Tuesday, May 30, 2006

Why do this?

The number one premed faux pas has to be, “I want to help people.”

What the person really means is that becoming a physician has an allure of being smart, wealthy, respected, and attractive to the opposite sex. None of those things are true. The majority embody the antithesis of these attributes.

Ah, you REALLY want to help.

How about an example of how not to help? So you’re a full fledged doctor at a well respected institution, in fact it’s world renown for a particular illness. You’re micromanaged, have a large case load, and are supposed to be conducting research simultaneously. What’s the over worked to do? You guessed it; take several weeks off to attend an international conference on the Continent. Keep in mind all your patients will remain in the U.S. and are relying on you for their various therapeutic regimens. Surely you’ve thought about writing orders for your patients and have left instructions with your nurses. Nope. You jet off, putting off people with aggressive things growing inside. They have to wait until you get back to get all the things you normally order for them like blood tests, imaging, medication, things like that.

Oh this can’t be true you’re thinking. But it is.

So after training, in the face of burn out, illness, administrators, and your colleagues, your decisions really do have an impact.

The legend of the vacuous matriculant.

Something happened last week that spurs me to make a few more comments concerning matriculation. A buddy stopped me in the hall and mentioned that quite a few people from my former graduate institution matriculated this year. During the litany, I recognized a name. I had several classes with this person and also knew that their MCAT performance was abysmal, <20. Yet this individual waltzed into the class of 2010. So good reader, the previous post, while my contentions are usually correct, didn’t consider the outliers.

Legends abound. Sometimes it’s the 2.0 warrior whose parent is a MD. Another, the minority who didn’t even have to fill out a paper application after completing the institution’s minority MCAT preparatory course. My favorite, the sexy applicant who slept with his/her interviewer. These urban legends bounce around campus and are usually quelled by premed advisors, professors, and current medical students. Make no mistake friend; mythology sometimes creeps into real life.

Thursday, May 18, 2006

So, you’ve decided to pursue the most self selecting profession and attend medical school. As a dutiful academic bent on the study of medicine you go to the library and select a canonic title. The odds favor one of Stephen Bergman’s books, Melvin Konner’s Becoming a Doctor, or the superlative Arrowsmith by Sinclair Lewis. In reality the average premed wouldn’t dare read trite fiction. Their reality is consumed with how to ace organic chemistry while simultaneously crushing the MCAT. Life should be more than selfish narrow pursuits but let’s be honest; matriculation requires a crushing amount of focus.

This reminds me, if you happen to stumble along this blog and are asking yourself, “why doesn’t this pedantic f*** quit expounding on books he claims to have read and just tell me how to get in?” Your wish is my command. Get A’s in every single prerequisite, swing B’s in everything else, and score a 30 on the MCAT, major is unimportant. Simple eh? Here comes the important part. Listen up. IF YOU DEVIATE FROM THIS FORMULA IT BECOMES EXPONENTIALLY HARDER TO MATRICULATE, EVER. Getting accepted isn’t rocket science, far from it. Admissions committees are looking for students who will be able to handle the curriculum. This decision is almost solely based, hold your breath, on undergraduate grades. UG grades are hardly an accurate representation of intelligence. It doesn’t matter that legions of boring, truncated, selfish, and mean people benefit from this admissions practice. UG grades are everything for admissions committees. Please, please save yourself the anguish. Don’t screw with the formula.

You’re narcissistic, thinking that medical schools around the nation would love to accept you with open arms dripping with scholarship money and sexy dental hygienist students even though you made C’s in organic chemistry, the second time. It’s going to be tough, really tough. Think Sisyphus. Think about another career. If you are stupid, you had better be tough.

The literary treatise will have to wait.

Wednesday, May 17, 2006

This is a chronicle of a journey towards and through medical school. It surely is not the first nor do I have any pretensions that it will be better than others. Certainly though, it will mirror my experience.

Someone close to me retorts when I’ve considered blogging aloud, “All those people are so deluded, thinking their lives are interesting.” Not so interesting but worth relating. For most, the process of gaining admission and completing medical school is about as interesting as pulling KP for fourteen straight days, but there are those deluded multitudes that frequent colleges across this country referred to as pre-meds who are utterly obsessed with this. I am writing to them, and obviously for the catharsis that screaming at strangers provides.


Your assignment => Starting at the top line and ending at the bottom one, repeat the entries exactly and drop every picture.

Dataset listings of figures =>
= Beginning of Section =
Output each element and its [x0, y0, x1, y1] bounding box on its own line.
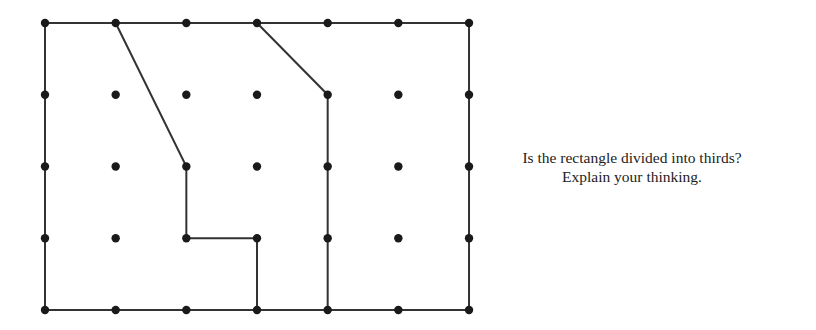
- grid-dot: [111, 306, 119, 314]
- grid-dot: [394, 91, 402, 99]
- grid-dot: [111, 234, 119, 242]
- grid-dot: [41, 91, 49, 99]
- question-line-1: Is the rectangle divided into thirds?: [482, 148, 782, 167]
- grid-dot: [323, 91, 331, 99]
- grid-dot: [253, 234, 261, 242]
- grid-dot: [394, 19, 402, 27]
- grid-dot: [253, 91, 261, 99]
- grid-dot: [182, 91, 190, 99]
- grid-dot: [465, 19, 473, 27]
- question-line-2: Explain your thinking.: [482, 167, 782, 186]
- grid-dot: [182, 19, 190, 27]
- grid-dot: [465, 306, 473, 314]
- grid-dot: [323, 19, 331, 27]
- grid-dot: [41, 19, 49, 27]
- grid-dot: [323, 162, 331, 170]
- grid-dot: [394, 234, 402, 242]
- grid-dot: [182, 162, 190, 170]
- grid-dot: [253, 19, 261, 27]
- grid-dot: [465, 162, 473, 170]
- grid-dot: [323, 306, 331, 314]
- grid-dot: [253, 162, 261, 170]
- grid-dot: [394, 306, 402, 314]
- grid-dot: [41, 306, 49, 314]
- grid-dot: [323, 234, 331, 242]
- grid-dot: [182, 306, 190, 314]
- right-divider: [257, 23, 328, 310]
- grid-dot: [41, 234, 49, 242]
- grid-dot: [465, 234, 473, 242]
- grid-dot: [253, 306, 261, 314]
- grid-dot: [41, 162, 49, 170]
- grid-dot: [182, 234, 190, 242]
- grid-dot: [394, 162, 402, 170]
- partition-lines: [116, 23, 328, 310]
- grid-dot: [111, 19, 119, 27]
- question-text: Is the rectangle divided into thirds? Ex…: [482, 148, 782, 186]
- grid-dot: [465, 91, 473, 99]
- grid-dot: [111, 162, 119, 170]
- grid-dot: [111, 91, 119, 99]
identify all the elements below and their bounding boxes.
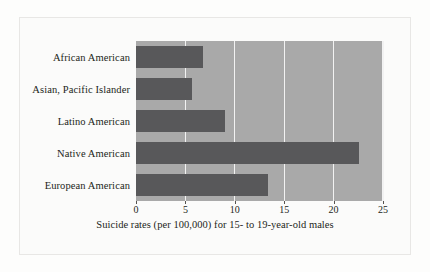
= End of Section =
Answer =>
Output each element and its [x0, y0, x1, y1] bounding box on its own line.
- grid-dot: [111, 306, 119, 314]
- grid-dot: [394, 91, 402, 99]
- grid-dot: [111, 234, 119, 242]
- grid-dot: [41, 91, 49, 99]
- question-line-1: Is the rectangle divided into thirds?: [482, 148, 782, 167]
- grid-dot: [323, 91, 331, 99]
- grid-dot: [253, 234, 261, 242]
- grid-dot: [394, 19, 402, 27]
- grid-dot: [253, 91, 261, 99]
- grid-dot: [182, 91, 190, 99]
- grid-dot: [465, 19, 473, 27]
- question-line-2: Explain your thinking.: [482, 167, 782, 186]
- grid-dot: [182, 19, 190, 27]
- grid-dot: [465, 306, 473, 314]
- grid-dot: [323, 19, 331, 27]
- grid-dot: [41, 19, 49, 27]
- grid-dot: [323, 162, 331, 170]
- grid-dot: [394, 234, 402, 242]
- grid-dot: [182, 162, 190, 170]
- grid-dot: [253, 19, 261, 27]
- grid-dot: [465, 162, 473, 170]
- grid-dot: [323, 306, 331, 314]
- grid-dot: [253, 162, 261, 170]
- grid-dot: [394, 306, 402, 314]
- grid-dot: [41, 306, 49, 314]
- grid-dot: [323, 234, 331, 242]
- grid-dot: [182, 306, 190, 314]
- right-divider: [257, 23, 328, 310]
- grid-dot: [41, 234, 49, 242]
- grid-dot: [465, 234, 473, 242]
- grid-dot: [253, 306, 261, 314]
- grid-dot: [41, 162, 49, 170]
- grid-dot: [182, 234, 190, 242]
- grid-dot: [394, 162, 402, 170]
- partition-lines: [116, 23, 328, 310]
- grid-dot: [111, 19, 119, 27]
- question-text: Is the rectangle divided into thirds? Ex…: [482, 148, 782, 186]
- grid-dot: [465, 91, 473, 99]
- grid-dot: [111, 162, 119, 170]
- grid-dot: [111, 91, 119, 99]
identify all the elements below and their bounding boxes.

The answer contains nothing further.